*** Opening of Records provided ***

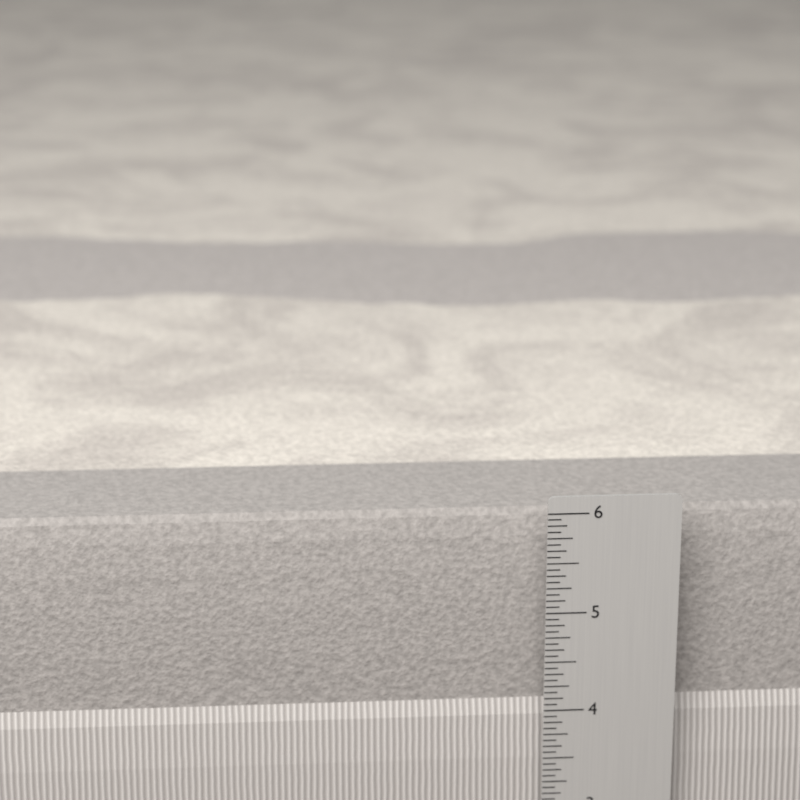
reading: 5.8750 in
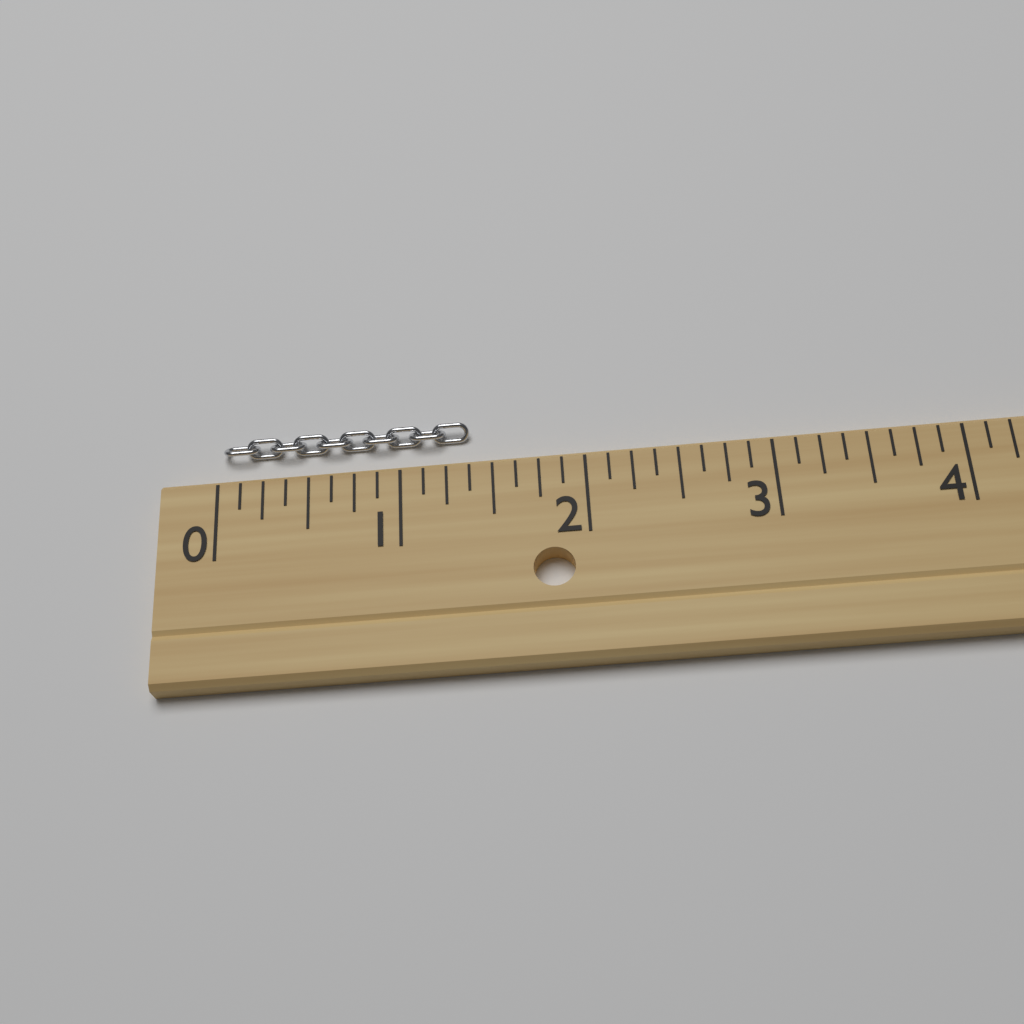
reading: 1.375 (no unit)
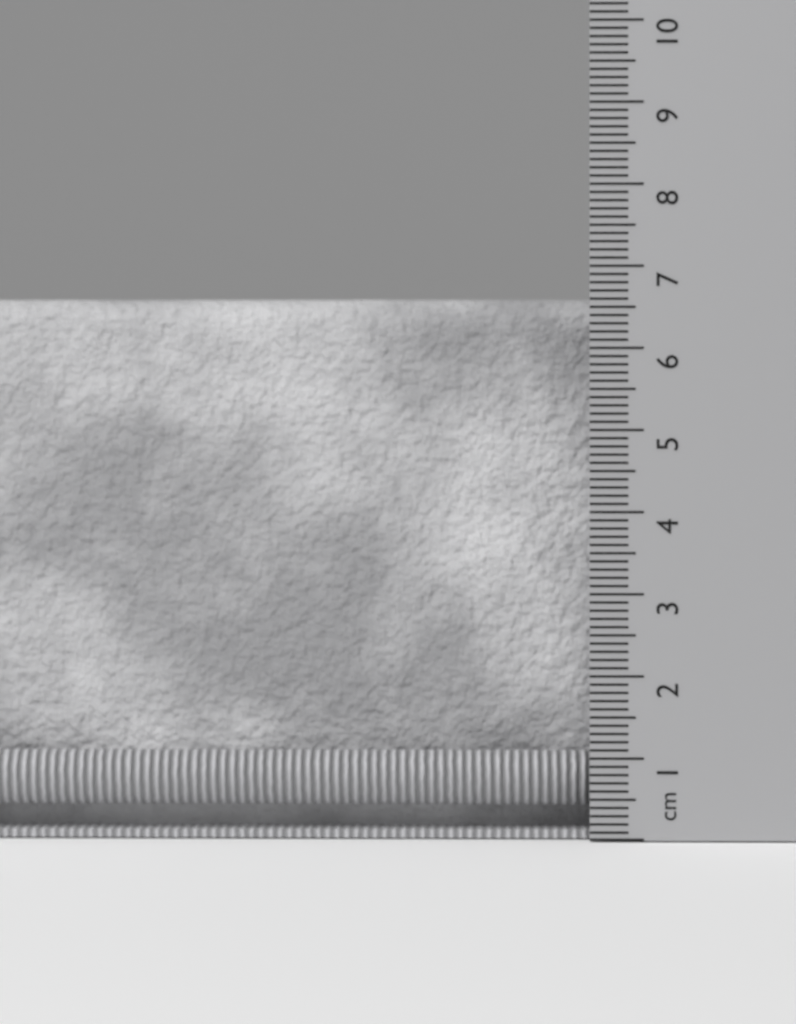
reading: 6.6 cm
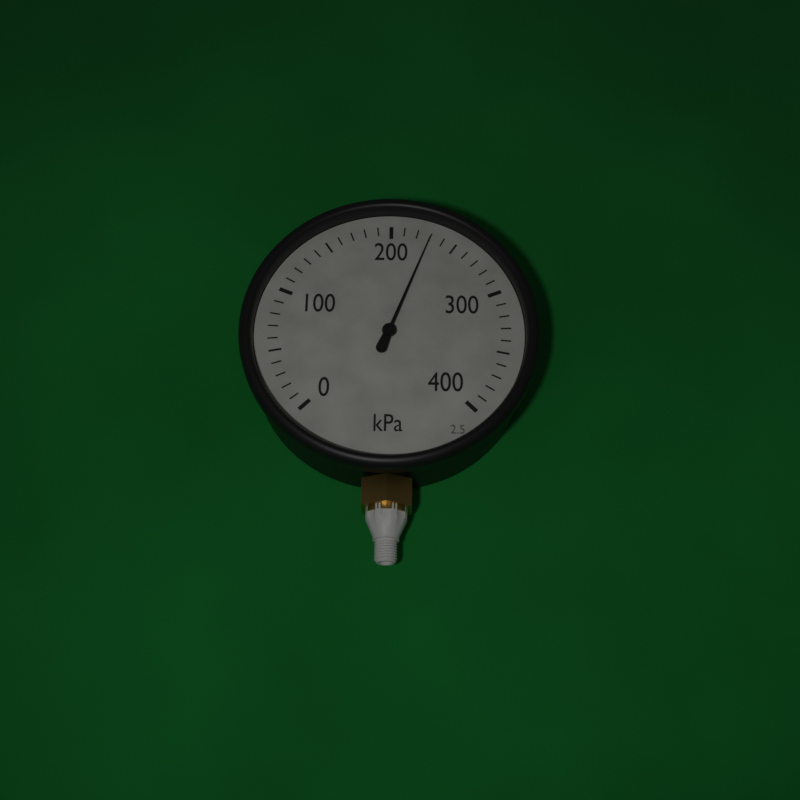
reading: 230 kPa
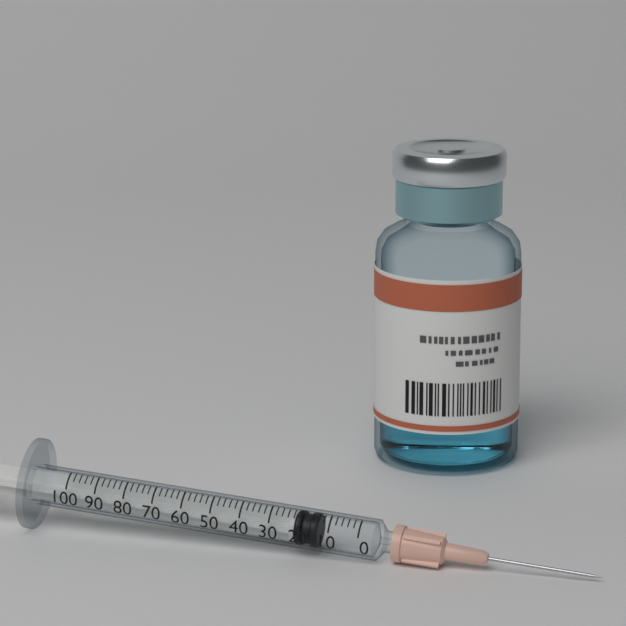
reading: 14 (no unit)
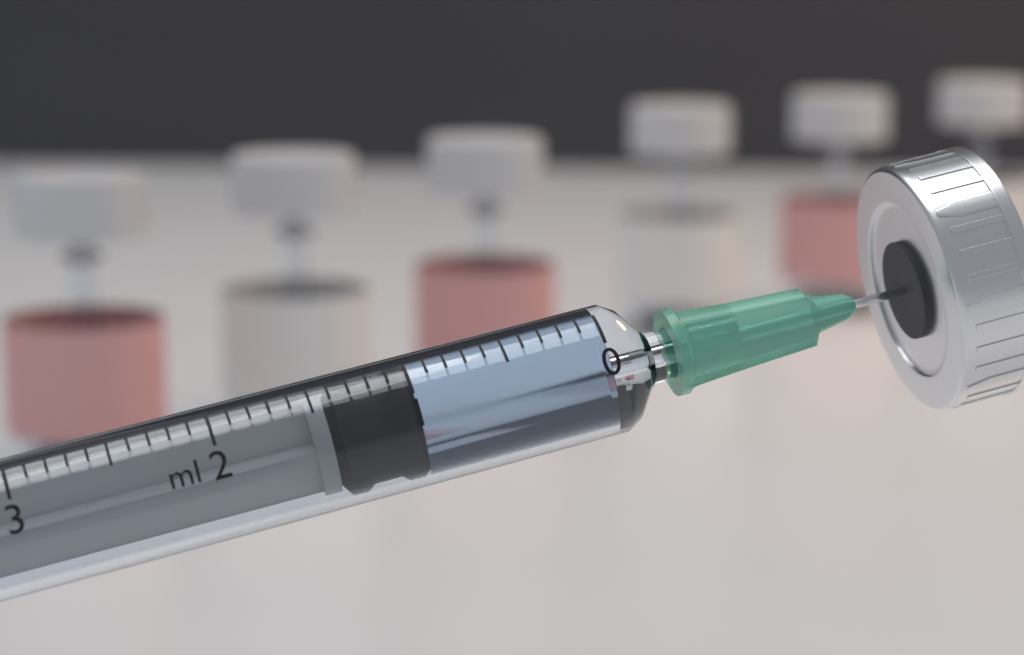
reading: 1.0 ml
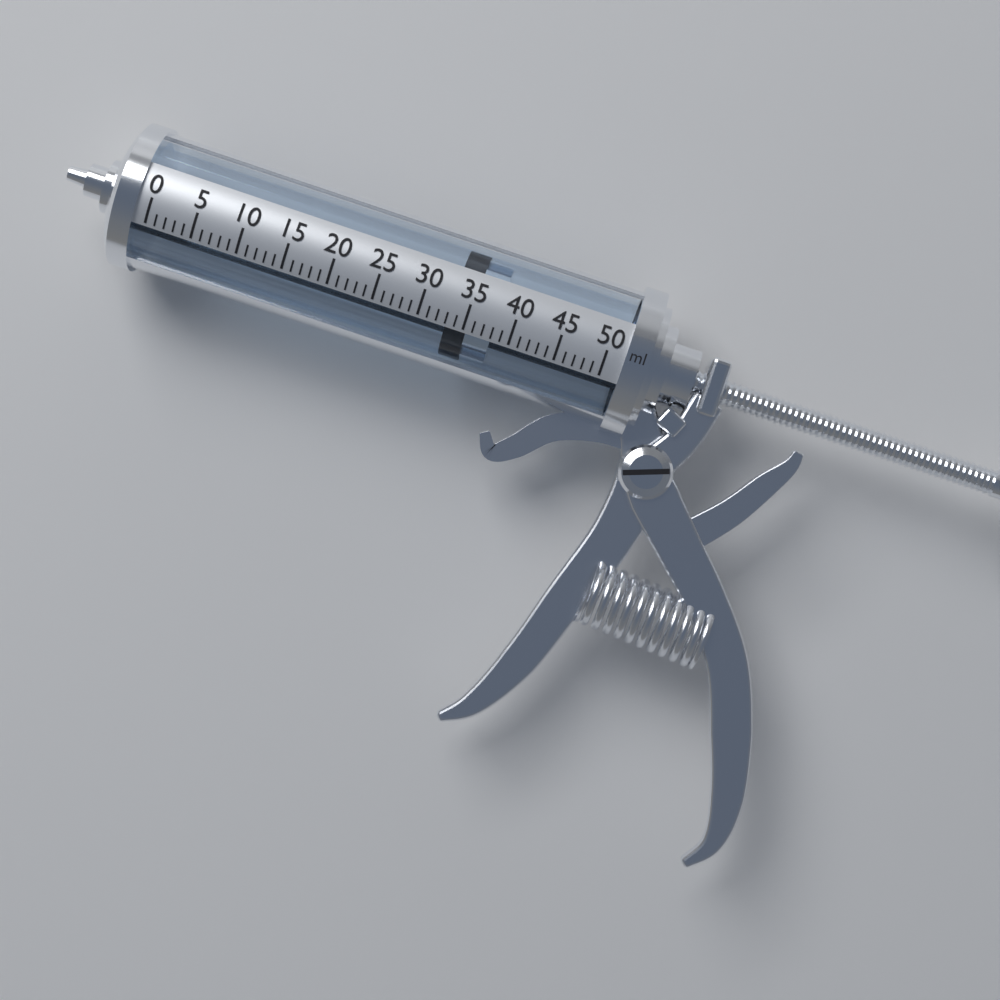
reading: 33 ml
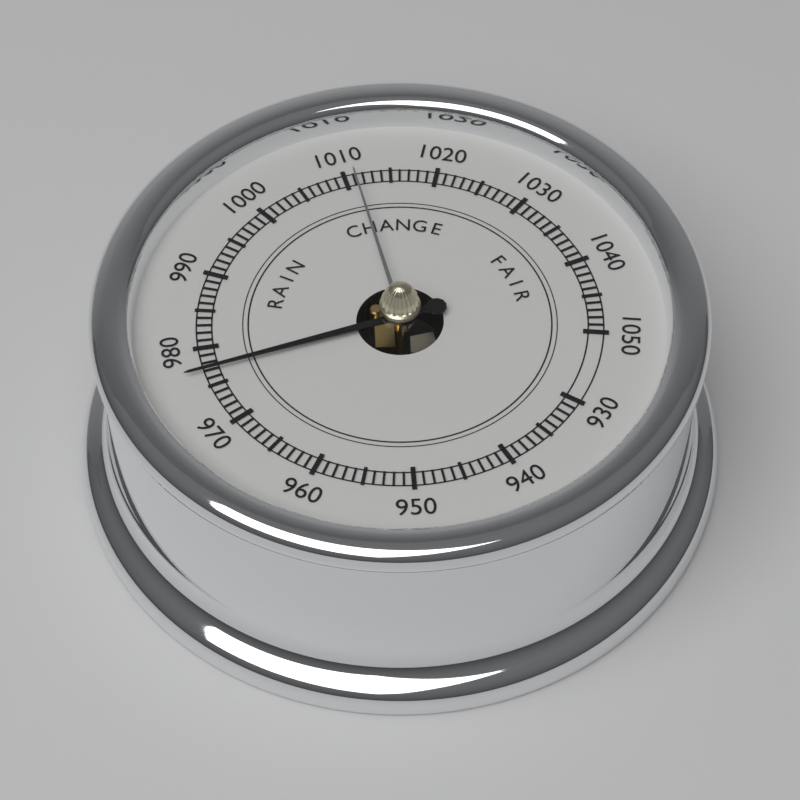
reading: 977 (no unit)
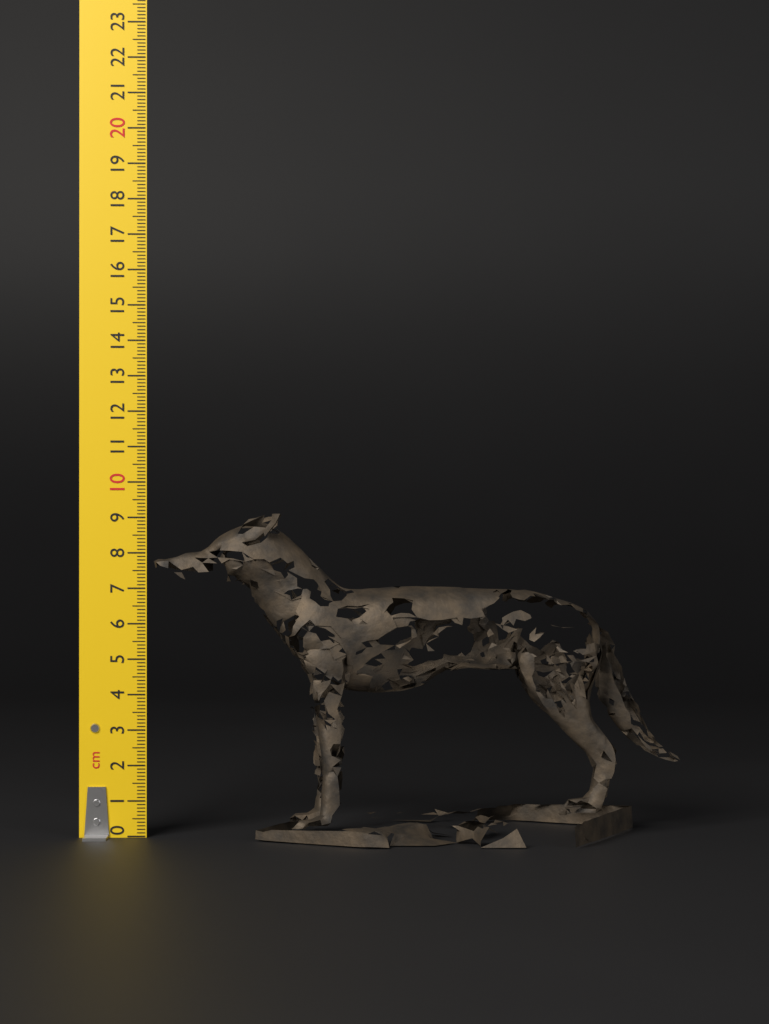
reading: 9.1 cm
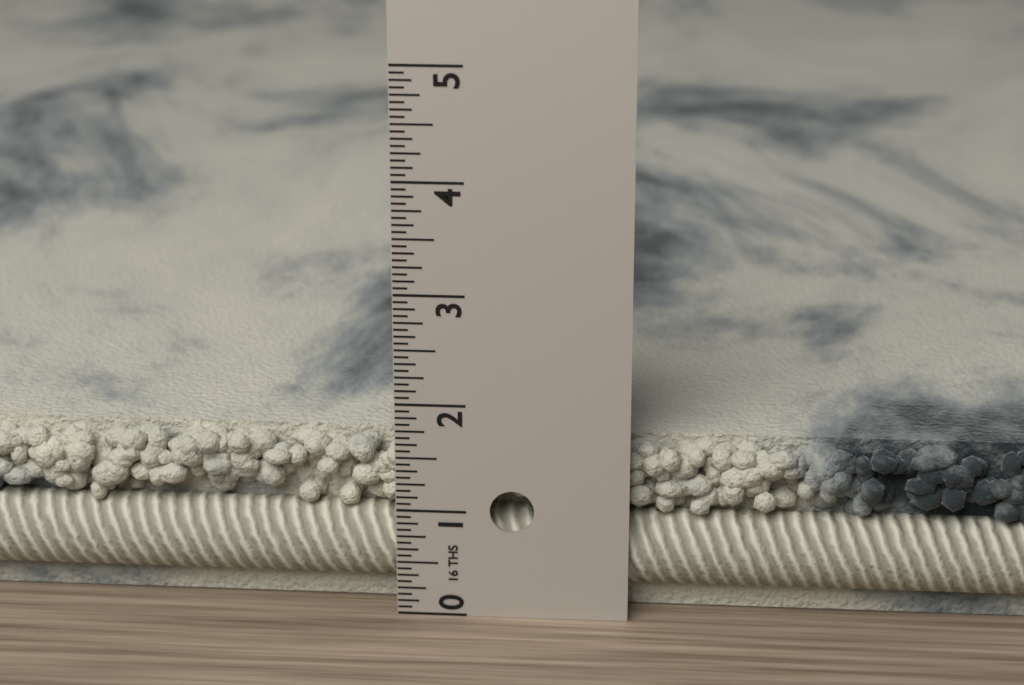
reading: 1.6250 in
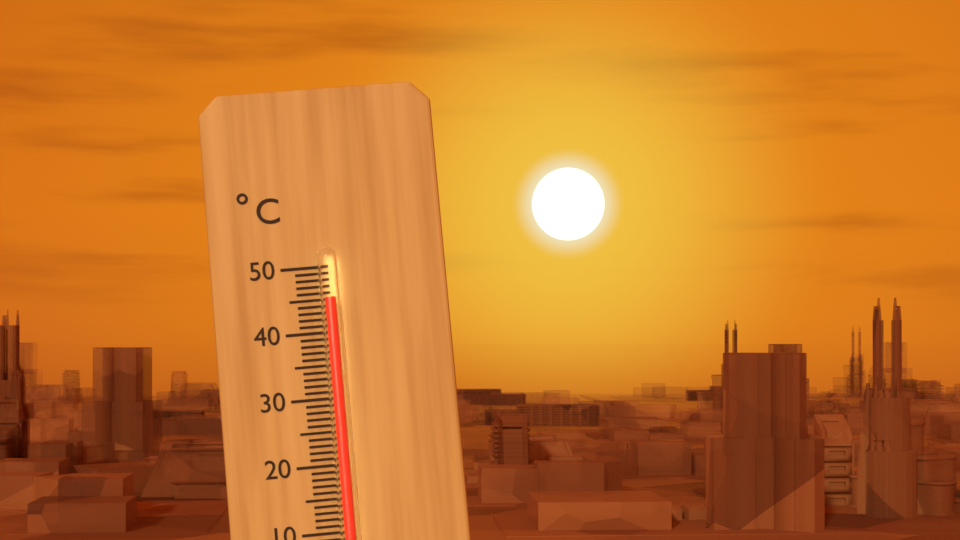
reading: 45 °C
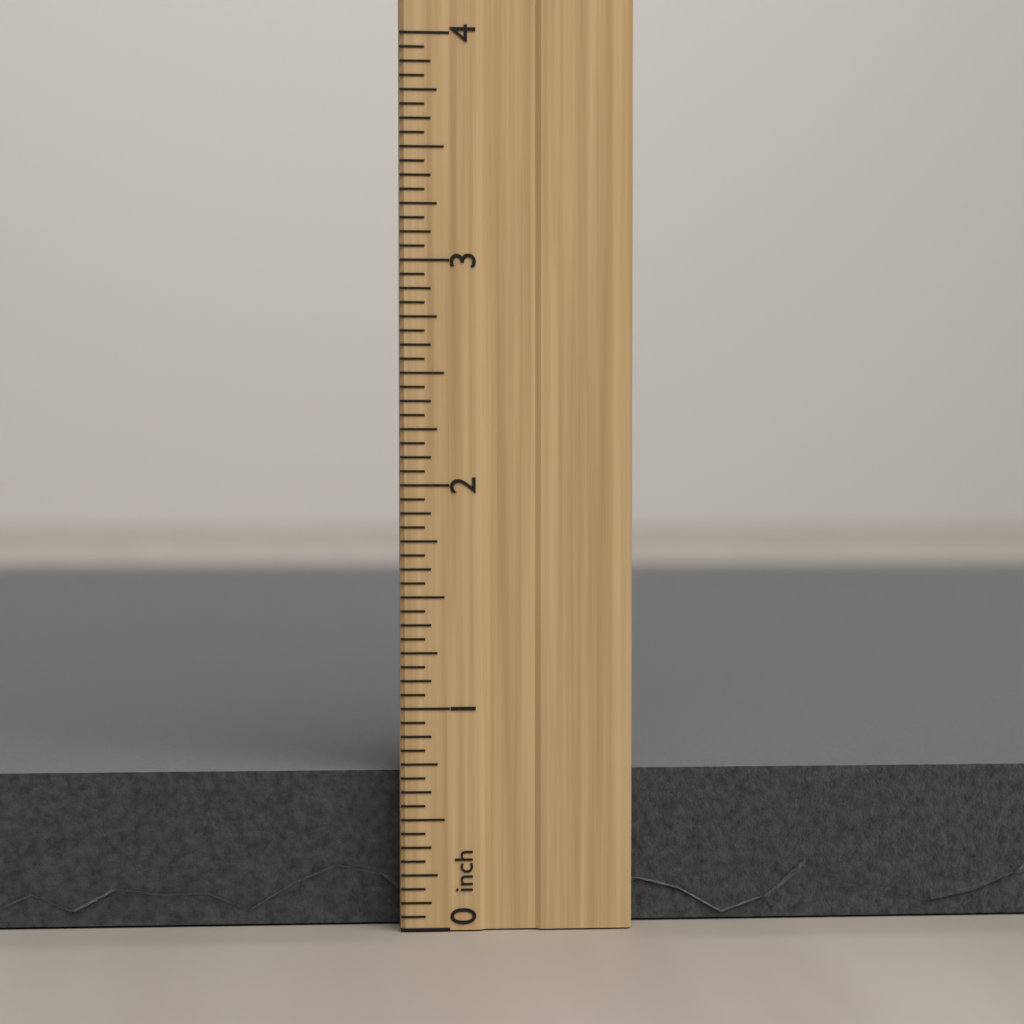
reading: 0.7500 inch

*** Close of Records provided ***

What to work on: The answer should consist only of the lines from the line with "reading: 230 kPa" through the last line of the data, repeated exactly; pictures stay out.

Result:
reading: 230 kPa
reading: 14 (no unit)
reading: 1.0 ml
reading: 33 ml
reading: 977 (no unit)
reading: 9.1 cm
reading: 1.6250 in
reading: 45 °C
reading: 0.7500 inch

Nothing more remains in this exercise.